Contract Does Not Prohibit Strip-Mining on ODNR Land
The holders of the mineral rights under more than 600 acres owned by the state in southeastern Ohio have the right to strip-mine for coal, the Ohio Supreme Court ruled today.
In a 6-1 decision, Justice Paul E. Pfeifer concluded that the contract between the Ohio Department of Natural Resources (ODNR) and the mineral rights holders did not exclude strip-mining as a method to extract coal from about 10 percent of the Jefferson County property.
The case will be sent back to the trial court to determine the extent of strip-mining that is reasonable, as required by the contract. The decision reversed the judgment of the Seventh District Court of Appeals.
Ronald Snyder and Steven Neeley acquired the mineral rights to the 651-acre property, which is part of the 4,100-acre Brush Creek Wildlife Area owned by ODNR. After discovering that about 65 acres of their land contains more than $2 million worth of coal, Snyder let ODNR know that they wanted to surface-mine the mineral. ODNR refused, and Snyder and Neeley filed a complaint.
The trial court, however, granted summary judgment to ODNR. On appeal, the Seventh District affirmed.
In today’s opinion, Justice Pfeifer explained that when ownership of property is split, the surface owner and the mineral rights holder each have rights subject to the other. The surface owner cannot claim that no minerals can be mined, while the holder of the mineral interests cannot expect unlimited access to the minerals, he wrote.
He noted that the two cases discussed at length during the court’s oral arguments and in the parties’ briefs – Skivolocki v. E. Ohio Gas Co. (1974) and Graham v. Drydock Coal Co. (1996) – both dealt with contract language about deep-mining techniques. The decisions in those cases were tied to the contracts at issue there, he reasoned. Because the contract in this case has no deep-mining language, he concluded that the holdings in Skivolocki and Graham do not apply to this dispute.
According to this contract, the mineral interest owner holds “all mineral rights, including rights of ingress and egress and reasonable surface right privileges.”
“We are disinclined to believe that strip-mining is always inconsistent with the surface owner’s rights,” Justice Pfeifer wrote. “All mining, whether deep-mining or strip-mining, damages the surface interest, and strip-mining is not inherently more detrimental to the owner of the surface interest …. … If all mining disturbs the surface, there is no reason to believe that strip-mining is worse for the surface owner. Strip-mining is inconsistent with surface rights, but so is deep mining, and in any event, the surface owner is not sovereign. Of course, neither is the owner of the mineral rights.”
“Strip-mining was well known in Jefferson County when the contract was signed,” he added. “In fact, some areas of the property at issue were strip-mined before the ODNR acquired it. Thus, there is reason to believe that the signatories to the original contract understood that ‘reasonable surface right privileges’ included the right to strip-mine, and there is no reason to believe that the signatories intended to exclude strip-mining.”
Joining the majority were Chief Justice Maureen O’Connor and Justices Judith Ann Lanzinger, Sharon L. Kennedy, Judith L. French, and William M. O’Neill. Justice Terrence O’Donnell dissented.
“In Skivolocki, we considered whether strip mining is a reasonably necessary use of the surface to reach the minerals and concluded that ‘the right to strip mine is not incident to ownership of a mineral estate,’ because ‘strip mining is totally incompatible with the enjoyment of a surface estate,’ and ‘the right to ‘use’ the surface cannot be reasonably construed as the right to destroy it,’” Justice O’Donnell wrote. “Thus, one’s ownership of coal does not imply the right to remove it by strip mining, even if other methods are not economically feasible, and the owner of the mineral interest bears the ‘heavy burden’ to demonstrate that the conveyance grants the right to strip mine.”
Justice O’Donnell added that the Graham ruling and decisions in other coal-producing states have held that mineral rights owners may not extract minerals in a way that destroys the surface land unless that right is unequivocally stated in the deed.
“[T]he reservation of ‘reasonable surface right privileges’ does not clearly and unambiguously release Ronald Snyder and Steven Neeley from their duty not to injure the surface estate, nor does it satisfy their ‘heavy burden’ to establish their right to engage in strip mining in a state wildlife area,” he concluded.
2012-1723. Snyder v. Ohio Dept. of Natural Resources, Slip Opinion No. 2014-Ohio-3942.
View oral argument video of this case.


§ EXERCISE:
Keep the pictures out, please, and set down every record exactly.

§ PROVIDED RECORDS:
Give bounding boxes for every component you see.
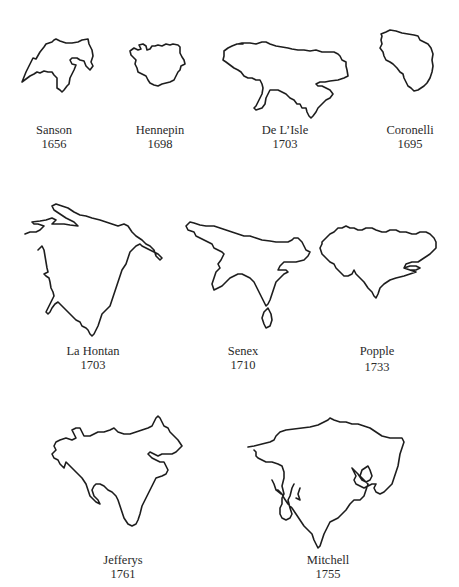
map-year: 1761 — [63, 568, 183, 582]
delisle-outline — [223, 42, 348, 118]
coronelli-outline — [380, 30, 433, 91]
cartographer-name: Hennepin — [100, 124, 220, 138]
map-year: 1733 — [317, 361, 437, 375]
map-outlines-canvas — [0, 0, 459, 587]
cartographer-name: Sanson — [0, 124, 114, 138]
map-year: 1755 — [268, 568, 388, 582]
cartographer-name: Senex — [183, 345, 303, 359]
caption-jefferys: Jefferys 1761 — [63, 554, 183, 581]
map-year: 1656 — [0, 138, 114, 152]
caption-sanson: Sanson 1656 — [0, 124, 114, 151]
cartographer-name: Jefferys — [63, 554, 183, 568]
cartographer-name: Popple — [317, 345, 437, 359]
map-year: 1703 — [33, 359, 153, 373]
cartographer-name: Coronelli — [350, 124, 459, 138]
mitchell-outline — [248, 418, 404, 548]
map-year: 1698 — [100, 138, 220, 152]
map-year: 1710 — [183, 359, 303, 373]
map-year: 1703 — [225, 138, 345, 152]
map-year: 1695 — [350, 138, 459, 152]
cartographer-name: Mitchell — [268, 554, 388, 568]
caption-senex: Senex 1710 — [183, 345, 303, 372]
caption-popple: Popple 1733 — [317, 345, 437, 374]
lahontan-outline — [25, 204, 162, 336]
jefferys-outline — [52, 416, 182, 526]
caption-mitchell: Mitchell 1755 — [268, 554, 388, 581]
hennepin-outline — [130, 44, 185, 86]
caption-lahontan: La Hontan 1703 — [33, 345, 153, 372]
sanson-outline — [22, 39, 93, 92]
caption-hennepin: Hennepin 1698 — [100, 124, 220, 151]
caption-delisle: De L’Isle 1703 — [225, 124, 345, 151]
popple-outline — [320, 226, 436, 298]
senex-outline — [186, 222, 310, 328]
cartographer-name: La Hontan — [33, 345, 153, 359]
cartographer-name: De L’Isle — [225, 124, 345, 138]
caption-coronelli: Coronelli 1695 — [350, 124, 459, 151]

§ YOUR RESPONSE:
Give bounding boxes for every component you see.
map-year: 1761 — [63, 568, 183, 582]
delisle-outline — [223, 42, 348, 118]
coronelli-outline — [380, 30, 433, 91]
cartographer-name: Hennepin — [100, 124, 220, 138]
map-year: 1733 — [317, 361, 437, 375]
map-outlines-canvas — [0, 0, 459, 587]
cartographer-name: Sanson — [0, 124, 114, 138]
map-year: 1755 — [268, 568, 388, 582]
cartographer-name: Senex — [183, 345, 303, 359]
caption-jefferys: Jefferys 1761 — [63, 554, 183, 581]
map-year: 1656 — [0, 138, 114, 152]
caption-sanson: Sanson 1656 — [0, 124, 114, 151]
cartographer-name: Jefferys — [63, 554, 183, 568]
cartographer-name: Popple — [317, 345, 437, 359]
map-year: 1703 — [33, 359, 153, 373]
cartographer-name: Coronelli — [350, 124, 459, 138]
mitchell-outline — [248, 418, 404, 548]
map-year: 1698 — [100, 138, 220, 152]
map-year: 1710 — [183, 359, 303, 373]
map-year: 1703 — [225, 138, 345, 152]
map-year: 1695 — [350, 138, 459, 152]
cartographer-name: Mitchell — [268, 554, 388, 568]
caption-senex: Senex 1710 — [183, 345, 303, 372]
caption-popple: Popple 1733 — [317, 345, 437, 374]
lahontan-outline — [25, 204, 162, 336]
jefferys-outline — [52, 416, 182, 526]
caption-mitchell: Mitchell 1755 — [268, 554, 388, 581]
hennepin-outline — [130, 44, 185, 86]
caption-lahontan: La Hontan 1703 — [33, 345, 153, 372]
sanson-outline — [22, 39, 93, 92]
caption-hennepin: Hennepin 1698 — [100, 124, 220, 151]
caption-delisle: De L’Isle 1703 — [225, 124, 345, 151]
popple-outline — [320, 226, 436, 298]
senex-outline — [186, 222, 310, 328]
cartographer-name: La Hontan — [33, 345, 153, 359]
cartographer-name: De L’Isle — [225, 124, 345, 138]
caption-coronelli: Coronelli 1695 — [350, 124, 459, 151]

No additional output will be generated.